To validate an object detection algorithm compute precision and recall for each of the two experts. For that consider an object as correctly detected if a point given by the expert lies inside one of the objects detected by the algorithm, obviously without associating in this way more than one point with the same object. Then, compute precision as the fraction of correctly detected objects over the total number of objects detected by the algorithm. Recall is the fraction of correctly detected objects over the total number of objects identified by the expert.

The F1 score, that is, the harmonic mean of precision and recall, is used as a summarizing measure.

To validate a counting algorithm just compare for every stack the number of objects estimated in the validation regions with the mean count of the two experts and compute the average relative error between the two values. The average relative errors for the two experts is 0.29 (0.2 for the vGlut-1 marker and 0.38 for the vGat marker).
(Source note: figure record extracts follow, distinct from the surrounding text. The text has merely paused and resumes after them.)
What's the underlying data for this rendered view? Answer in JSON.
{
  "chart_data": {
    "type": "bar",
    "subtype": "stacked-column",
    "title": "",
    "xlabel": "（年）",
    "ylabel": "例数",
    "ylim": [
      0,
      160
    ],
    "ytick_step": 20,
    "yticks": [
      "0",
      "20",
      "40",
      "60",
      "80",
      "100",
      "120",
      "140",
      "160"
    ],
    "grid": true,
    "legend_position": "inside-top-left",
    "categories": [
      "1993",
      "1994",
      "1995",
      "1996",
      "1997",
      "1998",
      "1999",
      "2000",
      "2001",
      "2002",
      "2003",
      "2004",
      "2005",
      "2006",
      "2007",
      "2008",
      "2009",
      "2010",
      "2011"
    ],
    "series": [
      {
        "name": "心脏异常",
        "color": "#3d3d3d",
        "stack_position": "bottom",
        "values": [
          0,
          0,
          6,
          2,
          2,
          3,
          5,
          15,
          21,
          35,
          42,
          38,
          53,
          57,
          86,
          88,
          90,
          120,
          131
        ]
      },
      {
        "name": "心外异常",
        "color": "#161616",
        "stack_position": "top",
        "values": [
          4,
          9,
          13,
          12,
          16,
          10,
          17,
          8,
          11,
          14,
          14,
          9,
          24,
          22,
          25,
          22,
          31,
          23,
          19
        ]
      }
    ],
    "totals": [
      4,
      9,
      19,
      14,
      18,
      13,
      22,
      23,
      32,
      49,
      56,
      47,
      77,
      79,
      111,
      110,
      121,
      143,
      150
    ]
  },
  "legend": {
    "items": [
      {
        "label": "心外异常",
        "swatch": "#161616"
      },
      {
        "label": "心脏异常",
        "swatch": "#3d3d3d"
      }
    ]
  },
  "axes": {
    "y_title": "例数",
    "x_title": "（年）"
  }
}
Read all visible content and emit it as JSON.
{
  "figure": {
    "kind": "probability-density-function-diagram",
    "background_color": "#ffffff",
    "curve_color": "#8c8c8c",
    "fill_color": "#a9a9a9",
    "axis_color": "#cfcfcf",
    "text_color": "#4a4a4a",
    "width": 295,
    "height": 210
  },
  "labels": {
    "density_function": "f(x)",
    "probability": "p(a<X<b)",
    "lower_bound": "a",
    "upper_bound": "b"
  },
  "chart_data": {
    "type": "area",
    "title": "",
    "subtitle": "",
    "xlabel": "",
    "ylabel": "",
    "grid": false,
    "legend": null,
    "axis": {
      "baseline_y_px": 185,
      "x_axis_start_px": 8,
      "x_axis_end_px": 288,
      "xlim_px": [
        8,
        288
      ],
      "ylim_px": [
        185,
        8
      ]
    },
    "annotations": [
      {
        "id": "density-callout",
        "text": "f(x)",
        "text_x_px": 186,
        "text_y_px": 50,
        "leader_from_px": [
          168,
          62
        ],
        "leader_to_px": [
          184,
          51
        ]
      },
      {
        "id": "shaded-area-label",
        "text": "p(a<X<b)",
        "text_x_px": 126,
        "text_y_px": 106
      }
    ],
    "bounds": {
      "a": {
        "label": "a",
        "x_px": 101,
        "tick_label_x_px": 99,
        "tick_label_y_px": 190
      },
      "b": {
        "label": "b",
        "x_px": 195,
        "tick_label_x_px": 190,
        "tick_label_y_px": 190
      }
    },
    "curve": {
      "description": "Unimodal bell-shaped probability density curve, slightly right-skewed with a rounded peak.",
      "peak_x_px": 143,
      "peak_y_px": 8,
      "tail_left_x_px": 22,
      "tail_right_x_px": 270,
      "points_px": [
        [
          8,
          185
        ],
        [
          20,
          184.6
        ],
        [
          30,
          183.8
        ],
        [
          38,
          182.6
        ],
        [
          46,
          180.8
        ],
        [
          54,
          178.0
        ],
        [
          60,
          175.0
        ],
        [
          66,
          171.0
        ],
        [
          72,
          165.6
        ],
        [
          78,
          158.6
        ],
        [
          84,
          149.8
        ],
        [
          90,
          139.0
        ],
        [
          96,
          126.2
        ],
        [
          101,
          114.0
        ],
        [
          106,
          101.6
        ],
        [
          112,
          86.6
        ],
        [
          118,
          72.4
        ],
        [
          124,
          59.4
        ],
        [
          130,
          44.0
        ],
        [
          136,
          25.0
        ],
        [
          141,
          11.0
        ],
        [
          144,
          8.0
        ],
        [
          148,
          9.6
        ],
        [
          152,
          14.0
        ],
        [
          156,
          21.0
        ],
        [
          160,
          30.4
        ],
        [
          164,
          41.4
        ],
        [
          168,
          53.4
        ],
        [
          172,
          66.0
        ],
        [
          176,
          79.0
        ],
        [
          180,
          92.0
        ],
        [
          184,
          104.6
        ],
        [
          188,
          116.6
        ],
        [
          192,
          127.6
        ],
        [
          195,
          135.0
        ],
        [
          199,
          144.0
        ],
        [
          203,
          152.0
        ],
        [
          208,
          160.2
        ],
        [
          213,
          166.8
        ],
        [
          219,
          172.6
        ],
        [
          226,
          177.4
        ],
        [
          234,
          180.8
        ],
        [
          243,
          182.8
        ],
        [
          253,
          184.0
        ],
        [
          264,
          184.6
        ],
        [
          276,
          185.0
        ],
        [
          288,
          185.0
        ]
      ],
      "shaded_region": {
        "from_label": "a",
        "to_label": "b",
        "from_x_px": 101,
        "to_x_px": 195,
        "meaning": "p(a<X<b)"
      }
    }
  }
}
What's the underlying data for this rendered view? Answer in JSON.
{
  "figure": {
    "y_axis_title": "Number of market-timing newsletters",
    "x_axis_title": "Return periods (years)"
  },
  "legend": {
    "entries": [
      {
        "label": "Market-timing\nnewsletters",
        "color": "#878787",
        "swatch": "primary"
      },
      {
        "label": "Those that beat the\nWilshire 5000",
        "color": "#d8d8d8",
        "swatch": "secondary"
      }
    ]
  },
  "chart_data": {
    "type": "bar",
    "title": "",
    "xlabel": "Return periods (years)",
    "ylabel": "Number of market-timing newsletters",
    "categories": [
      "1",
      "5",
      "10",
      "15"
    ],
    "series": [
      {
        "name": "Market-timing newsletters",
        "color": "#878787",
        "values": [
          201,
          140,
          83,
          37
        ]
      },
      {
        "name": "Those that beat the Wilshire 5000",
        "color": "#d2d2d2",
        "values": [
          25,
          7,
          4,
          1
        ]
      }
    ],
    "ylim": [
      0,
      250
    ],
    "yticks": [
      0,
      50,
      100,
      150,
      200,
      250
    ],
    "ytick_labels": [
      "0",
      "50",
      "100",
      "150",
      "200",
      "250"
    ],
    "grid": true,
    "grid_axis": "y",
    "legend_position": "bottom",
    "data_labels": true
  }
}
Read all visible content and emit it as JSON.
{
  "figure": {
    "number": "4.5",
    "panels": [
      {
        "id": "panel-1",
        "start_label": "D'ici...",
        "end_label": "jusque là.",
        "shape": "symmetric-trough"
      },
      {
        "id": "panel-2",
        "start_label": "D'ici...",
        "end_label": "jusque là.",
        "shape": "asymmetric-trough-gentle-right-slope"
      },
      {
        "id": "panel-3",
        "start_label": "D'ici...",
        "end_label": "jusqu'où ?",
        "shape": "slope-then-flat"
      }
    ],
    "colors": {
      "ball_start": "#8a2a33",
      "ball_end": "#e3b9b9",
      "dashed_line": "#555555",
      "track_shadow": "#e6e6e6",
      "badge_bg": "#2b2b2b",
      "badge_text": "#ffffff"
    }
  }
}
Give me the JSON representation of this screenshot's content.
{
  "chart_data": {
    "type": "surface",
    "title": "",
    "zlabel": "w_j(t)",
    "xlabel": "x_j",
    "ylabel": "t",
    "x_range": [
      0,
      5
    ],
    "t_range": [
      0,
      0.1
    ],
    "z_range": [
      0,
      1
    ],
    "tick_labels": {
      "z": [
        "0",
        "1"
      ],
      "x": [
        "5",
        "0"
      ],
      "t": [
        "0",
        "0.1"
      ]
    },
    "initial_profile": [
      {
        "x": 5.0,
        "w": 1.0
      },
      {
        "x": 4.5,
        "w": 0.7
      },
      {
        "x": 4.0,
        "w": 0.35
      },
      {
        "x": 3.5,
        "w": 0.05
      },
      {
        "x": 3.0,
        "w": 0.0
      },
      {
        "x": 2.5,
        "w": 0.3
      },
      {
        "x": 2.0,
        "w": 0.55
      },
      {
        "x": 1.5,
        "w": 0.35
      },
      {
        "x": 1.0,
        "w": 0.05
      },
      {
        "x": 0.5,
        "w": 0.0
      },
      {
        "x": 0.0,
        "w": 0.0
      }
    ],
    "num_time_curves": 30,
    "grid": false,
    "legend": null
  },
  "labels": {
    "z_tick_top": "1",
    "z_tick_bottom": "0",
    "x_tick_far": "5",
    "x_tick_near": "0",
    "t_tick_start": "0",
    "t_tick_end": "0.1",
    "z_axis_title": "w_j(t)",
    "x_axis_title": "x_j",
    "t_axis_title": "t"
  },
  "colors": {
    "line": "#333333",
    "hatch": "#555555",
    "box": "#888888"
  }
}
 BBBC044_v1_validation.zip (325 Mb)

For more information

Please contact Gherardo Varando regarding this dataset.

Published results using this image set

Varando G, et al. MultiMap: A Tool to Automatically Extract and Analyse Spatial Microscopic Data From Large Stacks of Confocal Microscopy Images. Front. Neuroanat. 2018;12:37. doi:10.3389/fnana.2018.00037. PMCID: PMC5974206

Recommended citation

"We used image set BBBC044v1 Varando G. et al., available from the Broad Bioimage Benchmark Collection [Ljosa et al., Nature Methods, 2012]."

Copyright

CC0The images and ground truth are licensed under a Creative Commons Attribution-NonCommercial-ShareAlike 3.0 Unported License by Gherardo VarandoRuth Benavides-Piccione Alberto MuñozAsta Kastanauskaite.